Jamila Woods
with Ancient Posse and Psalm One | Mission Creek Festival 2018
Event Description
Box Office Hours
Tuesday - Friday
10:00 AM - 5:30 PM
(319) 688-2653
info@englert.org
or included with Full Week Pass ($150, Tuesday – Sunday) OR Weekend Pass ($75, Friday – Sunday). Ticket includes admission to Psalm One and Ancient Posse.
Passes
Our usual full week pass, granting access to all Mission Creek Festival ticketed performances (music, comedy) Tuesday through Sunday. Entrance to ticketed events at The Englert Theatre and Hancher is guaranteed at all times. Entrance to other venues is subject to capacity. Special programs like culinary events are not included in the festival pass and require the purchase of additional tickets.
More Info: Mission Creek Festival
Description
Ancient Posse, 7 p.m.
Psalm One, 8 p.m.
Jamila Woods, 9:15 p.m.
Jamila Woods’ cultural lineage–from her love of Lucille Clifton’s poetry to cherished letters from her grandmother to the infectious late 80s post-punk of The Cure–structure the progressive, delicate and minimalist soul of HEAVN, her debut solo album. “It’s like a collage process,” she says. “It’s very enjoyable to me to take something I love and mold it into something new.” A frequent guest vocalist in the hip-hop, jazz and soul world, Jamila has emerged as a once-in-a-generation voice on her soul-stirring debut.
Born and raised on the Southside of Chicago, Woods grew up in a family of music lovers. It took a surprise poetry class with a high school arts program for Jamila to finally find her metaphorical and literal voice. “Through poetry, I realized you are the expert of your own experience,” she says. Her poetry studies continued in college and in her professional career with Young Chicago Authors.
Music–like poetry– is personal. “It became a way to stop hiding, to actually be the most honest with myself through writing,” she says. “It helps me check in with myself.” And that honesty translated to HEAVN, an album she describes as a collection of, “nontraditional love songs pushing the idea of what makes a love song.” You’ll find the bits and pieces of her past and present that make Jamila: family, the city of Chicago, self-care, and the black women she calls friends.
Jamila is an artist of substance creating music crafted with a sturdy foundation of her passions and influences. True and pure in its construction and execution, her music is the best representation of Jamila herself: strong in her roots, confident in her ideas, and attuned to the people, places and things shaping her world.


» TASK
Scan the records for the word "perched". Report each line where it occurs.

» TASK INPUT
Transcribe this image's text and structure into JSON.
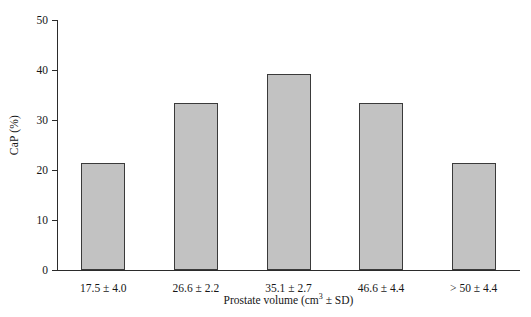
{
  "chart_data": {
    "type": "bar",
    "title": "",
    "xlabel": "Prostate volume (cm³ ± SD)",
    "xlabel_prefix": "Prostate volume (cm",
    "xlabel_exponent": "3",
    "xlabel_suffix": " ± SD)",
    "ylabel": "CaP (%)",
    "categories": [
      "17.5 ± 4.0",
      "26.6 ± 2.2",
      "35.1 ± 2.7",
      "46.6 ± 4.4",
      "> 50 ± 4.4"
    ],
    "values": [
      21.4,
      33.4,
      39.2,
      33.4,
      21.4
    ],
    "ylim": [
      0,
      50
    ],
    "yticks": [
      0,
      10,
      20,
      30,
      40,
      50
    ],
    "ytick_labels": [
      "0",
      "10",
      "20",
      "30",
      "40",
      "50"
    ],
    "grid": false,
    "legend": false,
    "bar_fill_color": "#c2c2c2",
    "bar_edge_color": "#3a3a3a",
    "axis_color": "#2b2b2b",
    "background_color": "#ffffff"
  }
}
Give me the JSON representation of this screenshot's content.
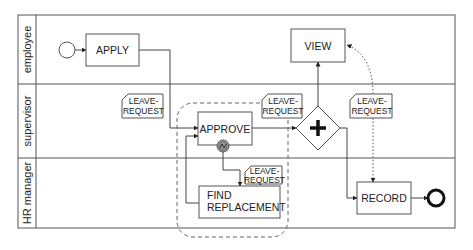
{
  "diagram": {
    "type": "BPMN process",
    "pool": {
      "x": 18,
      "y": 15,
      "width": 437,
      "height": 213,
      "header_width": 18,
      "lanes": [
        {
          "id": "employee",
          "label": "employee",
          "y": 15,
          "height": 69
        },
        {
          "id": "supervisor",
          "label": "supervisor",
          "y": 84,
          "height": 74
        },
        {
          "id": "hr",
          "label": "HR manager",
          "y": 158,
          "height": 70
        }
      ]
    },
    "events": {
      "start": {
        "name": "start-event",
        "cx": 67,
        "cy": 50,
        "r": 8
      },
      "end": {
        "name": "end-event",
        "cx": 436,
        "cy": 198,
        "r": 8
      },
      "boundary": {
        "name": "error-boundary-event",
        "cx": 223,
        "cy": 146,
        "r": 6,
        "fill": "#9a9a9a"
      }
    },
    "tasks": [
      {
        "id": "apply",
        "label_lines": [
          "APPLY"
        ],
        "x": 86,
        "y": 34,
        "w": 53,
        "h": 32
      },
      {
        "id": "approve",
        "label_lines": [
          "APPROVE"
        ],
        "x": 198,
        "y": 112,
        "w": 54,
        "h": 33
      },
      {
        "id": "find_replacement",
        "label_lines": [
          "FIND",
          "REPLACEMENT"
        ],
        "x": 199,
        "y": 186,
        "w": 81,
        "h": 32
      },
      {
        "id": "view",
        "label_lines": [
          "VIEW"
        ],
        "x": 291,
        "y": 29,
        "w": 54,
        "h": 33
      },
      {
        "id": "record",
        "label_lines": [
          "RECORD"
        ],
        "x": 357,
        "y": 182,
        "w": 54,
        "h": 32
      }
    ],
    "gateway": {
      "name": "parallel-gateway",
      "cx": 318,
      "cy": 128,
      "half": 22,
      "symbol": "+"
    },
    "data_objects": [
      {
        "id": "do1",
        "lines": [
          "LEAVE-",
          "REQUEST"
        ],
        "x": 122,
        "y": 94,
        "w": 41,
        "h": 24
      },
      {
        "id": "do2",
        "lines": [
          "LEAVE-",
          "REQUEST"
        ],
        "x": 262,
        "y": 94,
        "w": 40,
        "h": 24
      },
      {
        "id": "do3",
        "lines": [
          "LEAVE-",
          "REQUEST"
        ],
        "x": 245,
        "y": 166,
        "w": 37,
        "h": 18
      },
      {
        "id": "do4",
        "lines": [
          "LEAVE-",
          "REQUEST"
        ],
        "x": 350,
        "y": 94,
        "w": 42,
        "h": 24
      }
    ],
    "subprocess": {
      "name": "approval-subprocess",
      "x": 177,
      "y": 103,
      "w": 111,
      "h": 134,
      "rx": 16,
      "style": "dashed"
    },
    "flows": [
      {
        "name": "start-to-apply",
        "points": [
          [
            75,
            50
          ],
          [
            86,
            50
          ]
        ],
        "style": "solid"
      },
      {
        "name": "apply-to-approve",
        "points": [
          [
            139,
            50
          ],
          [
            170,
            50
          ],
          [
            170,
            128
          ],
          [
            198,
            128
          ]
        ],
        "style": "solid"
      },
      {
        "name": "approve-to-gateway",
        "points": [
          [
            252,
            128
          ],
          [
            296,
            128
          ]
        ],
        "style": "solid"
      },
      {
        "name": "gateway-to-view",
        "points": [
          [
            318,
            106
          ],
          [
            318,
            62
          ]
        ],
        "style": "solid"
      },
      {
        "name": "gateway-to-record",
        "points": [
          [
            340,
            128
          ],
          [
            347,
            128
          ],
          [
            347,
            198
          ],
          [
            357,
            198
          ]
        ],
        "style": "solid"
      },
      {
        "name": "record-to-end",
        "points": [
          [
            411,
            198
          ],
          [
            428,
            198
          ]
        ],
        "style": "solid"
      },
      {
        "name": "boundary-to-find",
        "points": [
          [
            223,
            152
          ],
          [
            223,
            170
          ],
          [
            240,
            170
          ],
          [
            240,
            186
          ]
        ],
        "style": "solid"
      },
      {
        "name": "find-to-approve",
        "points": [
          [
            199,
            203
          ],
          [
            186,
            203
          ],
          [
            186,
            136
          ],
          [
            198,
            136
          ]
        ],
        "style": "solid"
      }
    ],
    "associations": [
      {
        "name": "data-to-view",
        "path": "M373,94 C373,70 365,52 347,45",
        "arrow_at": [
          347,
          45
        ]
      },
      {
        "name": "data-to-record",
        "path": "M373,118 C373,140 373,160 373,182",
        "arrow_at": [
          373,
          182
        ]
      }
    ]
  }
}
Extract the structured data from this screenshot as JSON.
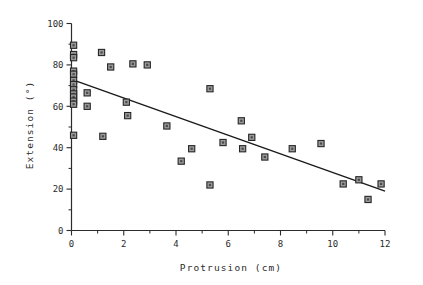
{
  "chart_data": {
    "type": "scatter",
    "title": "",
    "xlabel": "Protrusion (cm)",
    "ylabel": "Extension (°)",
    "xlim": [
      0,
      12
    ],
    "ylim": [
      0,
      100
    ],
    "grid": false,
    "legend": "none",
    "x_ticks": [
      0,
      2,
      4,
      6,
      8,
      10,
      12
    ],
    "x_tick_labels": [
      "0",
      "2",
      "4",
      "6",
      "8",
      "10",
      "12"
    ],
    "x_minor_ticks": [
      1,
      3,
      5,
      7,
      9,
      11
    ],
    "y_ticks": [
      0,
      20,
      40,
      60,
      80,
      100
    ],
    "y_tick_labels": [
      "0",
      "20",
      "40",
      "60",
      "80",
      "100"
    ],
    "y_minor_ticks": [
      10,
      30,
      50,
      70,
      90
    ],
    "marker": "square",
    "marker_fill": "#9a9a9a",
    "marker_edge": "#262626",
    "points": [
      {
        "x": 0.08,
        "y": 89.5
      },
      {
        "x": 0.08,
        "y": 85.0
      },
      {
        "x": 0.08,
        "y": 83.5
      },
      {
        "x": 0.08,
        "y": 77.0
      },
      {
        "x": 0.08,
        "y": 75.5
      },
      {
        "x": 0.08,
        "y": 72.5
      },
      {
        "x": 0.08,
        "y": 70.5
      },
      {
        "x": 0.08,
        "y": 68.0
      },
      {
        "x": 0.08,
        "y": 66.0
      },
      {
        "x": 0.08,
        "y": 64.5
      },
      {
        "x": 0.08,
        "y": 62.5
      },
      {
        "x": 0.08,
        "y": 61.0
      },
      {
        "x": 0.08,
        "y": 46.0
      },
      {
        "x": 0.6,
        "y": 66.5
      },
      {
        "x": 0.6,
        "y": 60.0
      },
      {
        "x": 1.15,
        "y": 86.0
      },
      {
        "x": 1.2,
        "y": 45.5
      },
      {
        "x": 1.5,
        "y": 79.0
      },
      {
        "x": 2.1,
        "y": 62.0
      },
      {
        "x": 2.15,
        "y": 55.5
      },
      {
        "x": 2.35,
        "y": 80.5
      },
      {
        "x": 2.9,
        "y": 80.0
      },
      {
        "x": 3.65,
        "y": 50.5
      },
      {
        "x": 4.2,
        "y": 33.5
      },
      {
        "x": 4.6,
        "y": 39.5
      },
      {
        "x": 5.3,
        "y": 68.5
      },
      {
        "x": 5.3,
        "y": 22.0
      },
      {
        "x": 5.8,
        "y": 42.5
      },
      {
        "x": 6.5,
        "y": 53.0
      },
      {
        "x": 6.55,
        "y": 39.5
      },
      {
        "x": 6.9,
        "y": 45.0
      },
      {
        "x": 7.4,
        "y": 35.5
      },
      {
        "x": 8.45,
        "y": 39.5
      },
      {
        "x": 9.55,
        "y": 42.0
      },
      {
        "x": 10.4,
        "y": 22.5
      },
      {
        "x": 11.0,
        "y": 24.5
      },
      {
        "x": 11.35,
        "y": 15.0
      },
      {
        "x": 11.85,
        "y": 22.5
      }
    ],
    "fit_line": {
      "type": "linear_regression",
      "x_start": 0.0,
      "y_start": 73.0,
      "x_end": 12.0,
      "y_end": 19.0
    }
  }
}
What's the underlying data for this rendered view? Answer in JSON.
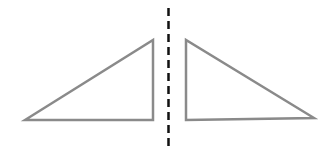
{
  "diagram": {
    "shapes": [
      {
        "name": "left-triangle",
        "kind": "right-triangle",
        "orientation": "right-angle-bottom-right"
      },
      {
        "name": "right-triangle",
        "kind": "right-triangle",
        "orientation": "right-angle-bottom-left"
      }
    ],
    "axis": {
      "name": "line-of-symmetry",
      "style": "dashed",
      "orientation": "vertical"
    },
    "colors": {
      "triangle_stroke": "#8a8a8a",
      "axis_stroke": "#111111",
      "background": "#ffffff"
    }
  }
}
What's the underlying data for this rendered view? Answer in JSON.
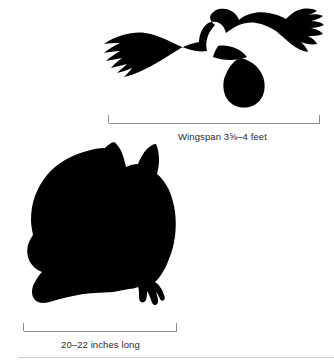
{
  "figure": {
    "name": "great-horned-owl-size-comparison",
    "background_color": "#ffffff",
    "silhouette_color": "#000000",
    "rule_color": "#cfcfcf",
    "caption_color": "#2b2b2b"
  },
  "subjects": [
    {
      "id": "flying-owl",
      "label": "flying owl silhouette",
      "pose": "in flight, wings spread, viewed from below"
    },
    {
      "id": "perched-owl",
      "label": "perched owl silhouette",
      "pose": "perched upright, ear tufts raised, talons gripping"
    }
  ],
  "measurements": [
    {
      "id": "wingspan",
      "caption": "Wingspan 3⅝–4 feet",
      "bracket": "horizontal span bracket with upward end ticks"
    },
    {
      "id": "length",
      "caption": "20–22 inches long",
      "bracket": "horizontal span bracket with upward end ticks"
    }
  ]
}
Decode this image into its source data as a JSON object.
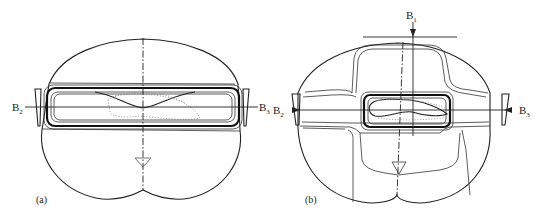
{
  "figure": {
    "panels": [
      {
        "id": "a",
        "caption": "(a)",
        "labels": {
          "left": {
            "main": "B",
            "sub": "2"
          },
          "right": {
            "main": "B",
            "sub": "3"
          }
        }
      },
      {
        "id": "b",
        "caption": "(b)",
        "labels": {
          "top": {
            "main": "B",
            "sub": "1"
          },
          "left": {
            "main": "B",
            "sub": "2"
          },
          "right": {
            "main": "B",
            "sub": "3"
          }
        }
      }
    ],
    "colors": {
      "line": "#222222",
      "background": "#ffffff",
      "dotted": "#888888"
    }
  }
}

» RESULT FOR THIS EXERCISE
      "id": "perched-owl",
      "label": "perched owl silhouette",
      "pose": "perched upright, ear tufts raised, talons gripping"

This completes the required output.